The polypharmacy of pain treatment is criticized for side effects, drug-drug interactions, worsening pain states, dependency, addiction and even inadvertent death. The problem is not with the medications, but in the way they are utilized to treat persistent pain. They have become the core treatment for this disease process. If the dynamics of persistent pain are recognized as a neuroplastic process, we must view neuroplasticity as the basis for persistent pain and it’s treatment. All treatment should be aimed at creating neuroplastic change to oppose and halt the process of persistent pain. Medications are an excellent way to alleviate symptoms while working on the underlying cause, but cannot be the mainstay or central principle of any treatment program. They are a spoke in the wheel of treatment options with neuroplastic treatment at the center.

People living with persistent pain often end up on a long list of medications designed to treat a host of pain-related symptoms and medication-induced side effects.
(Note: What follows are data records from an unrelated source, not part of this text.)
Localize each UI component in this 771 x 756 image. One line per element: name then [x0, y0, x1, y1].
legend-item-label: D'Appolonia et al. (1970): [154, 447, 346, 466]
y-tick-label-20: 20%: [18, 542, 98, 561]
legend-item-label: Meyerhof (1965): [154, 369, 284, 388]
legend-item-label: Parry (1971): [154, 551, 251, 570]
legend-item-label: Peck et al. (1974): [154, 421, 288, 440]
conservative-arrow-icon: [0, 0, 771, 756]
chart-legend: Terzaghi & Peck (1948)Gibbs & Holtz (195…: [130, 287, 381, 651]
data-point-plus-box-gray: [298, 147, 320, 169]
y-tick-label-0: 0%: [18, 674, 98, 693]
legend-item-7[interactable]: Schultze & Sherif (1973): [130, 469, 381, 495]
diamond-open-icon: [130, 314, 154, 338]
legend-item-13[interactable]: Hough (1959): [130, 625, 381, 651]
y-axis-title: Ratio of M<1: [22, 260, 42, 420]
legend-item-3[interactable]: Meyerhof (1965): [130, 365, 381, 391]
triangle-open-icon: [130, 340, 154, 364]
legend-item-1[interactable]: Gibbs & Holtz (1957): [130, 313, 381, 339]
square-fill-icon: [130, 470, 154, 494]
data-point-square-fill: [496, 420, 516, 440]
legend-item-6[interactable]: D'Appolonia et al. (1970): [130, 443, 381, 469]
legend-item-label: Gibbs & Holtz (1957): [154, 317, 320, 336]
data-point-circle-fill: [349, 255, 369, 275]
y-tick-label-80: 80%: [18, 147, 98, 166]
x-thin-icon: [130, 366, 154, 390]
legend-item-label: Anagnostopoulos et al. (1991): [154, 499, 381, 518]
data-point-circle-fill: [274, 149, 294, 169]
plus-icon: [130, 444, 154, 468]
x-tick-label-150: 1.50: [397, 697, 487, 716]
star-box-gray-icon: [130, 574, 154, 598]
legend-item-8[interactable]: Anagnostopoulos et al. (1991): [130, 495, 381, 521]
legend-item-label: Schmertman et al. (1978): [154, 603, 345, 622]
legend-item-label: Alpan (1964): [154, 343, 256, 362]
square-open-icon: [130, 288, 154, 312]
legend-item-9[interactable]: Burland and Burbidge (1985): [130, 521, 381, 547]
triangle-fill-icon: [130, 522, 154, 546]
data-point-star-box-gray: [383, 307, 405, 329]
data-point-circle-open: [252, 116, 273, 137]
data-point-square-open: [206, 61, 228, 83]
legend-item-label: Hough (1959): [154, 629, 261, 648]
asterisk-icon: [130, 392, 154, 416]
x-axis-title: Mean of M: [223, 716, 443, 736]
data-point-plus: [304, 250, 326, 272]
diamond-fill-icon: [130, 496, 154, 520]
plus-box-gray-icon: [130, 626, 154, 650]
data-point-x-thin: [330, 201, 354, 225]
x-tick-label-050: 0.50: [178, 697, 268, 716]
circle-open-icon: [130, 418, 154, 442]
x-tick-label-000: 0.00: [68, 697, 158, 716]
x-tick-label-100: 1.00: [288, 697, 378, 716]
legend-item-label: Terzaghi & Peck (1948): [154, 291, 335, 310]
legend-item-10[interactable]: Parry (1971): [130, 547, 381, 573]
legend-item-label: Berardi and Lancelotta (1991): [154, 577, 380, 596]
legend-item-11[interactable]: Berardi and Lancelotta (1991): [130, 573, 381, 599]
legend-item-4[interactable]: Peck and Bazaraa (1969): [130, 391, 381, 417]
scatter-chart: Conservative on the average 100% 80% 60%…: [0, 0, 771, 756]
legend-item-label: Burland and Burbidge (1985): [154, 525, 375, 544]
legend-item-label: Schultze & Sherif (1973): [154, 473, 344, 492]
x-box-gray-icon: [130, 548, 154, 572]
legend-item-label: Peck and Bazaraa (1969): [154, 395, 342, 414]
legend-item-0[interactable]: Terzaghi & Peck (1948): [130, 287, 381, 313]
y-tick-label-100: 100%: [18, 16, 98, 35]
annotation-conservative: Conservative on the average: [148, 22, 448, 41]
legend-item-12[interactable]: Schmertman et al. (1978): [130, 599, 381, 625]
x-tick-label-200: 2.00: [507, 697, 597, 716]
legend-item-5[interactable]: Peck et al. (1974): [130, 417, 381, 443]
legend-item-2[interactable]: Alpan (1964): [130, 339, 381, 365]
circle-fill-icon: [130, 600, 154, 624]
Over time, this becomes the primary treatment people receive. While
medications can be effective alone and in combination, they have many drawbacks. Medication management often promotes a passive patient model of care and undermines people taking an active role in their own recovery. The body and brain adjust to the medications, and they become less effective. Visits to pain practitioners then consist of changing or rearranging medication regimens. Patients may improve for a time, but a vicious cycle of short-term improvement with subsequent worsening of symptoms occurs due to tolerance, requiring more medication. Side effects and drug-drug interactions further complicate the situation, and the body’s own ability to stabilize, rebalance and return to normal is impaired. It reaches a point where it is unclear whether a patient’s problems are due to their underlying pain disorder or the effects of long-term medication use.

By design, medications mask symptoms. It is these very symptoms that provide the clues to possible treatment solutions. By relying on medications every time pain increases, the opportunity to evaluate other pain relieving treatment options is lost. Anxiety and a fear of pain ensue rather than a sense of curiosity about what is happening and what might help. People maintained on chronic medications tend to do less, contract their lives, sense and report higher pain, depression and anxiety levels.
Mutual patient and practitioner goals should be the prudent reduction of medications within a more active, patient-centered program based on neuroplasticity.

Wheel Medications-desktop


Medications can then take their rightful place and be used most effectively. They play a prominent role in the Rescue and Adaptation phases of treatment and take on a secondary role when the patient advances to the Restoration and Transformation phases. In the Restoration and Transformation phases patients are actively applying neuroplasticity techniques to change their pain and medications can be used as needed for relief of symptom exacerbation

As part of the Neuroplastic Transformation treatment program, the gradual and thoughtful reduction of medications is employed. It is called
Neuroplastic Optimization and Reduction of Medication for Adaptive Living or N.O.R.M.A.L. When people take control of the neuroplastic processes that created the pain disorder, pain decreases and a great sense of self-control replaces the feeling of being the victim of persistent pain. At this point, medications can be reduced gradually and continued neuroplastic approaches can hone and improve self-directed pain and mood control guiding the process of transformational living through pleasurable experience.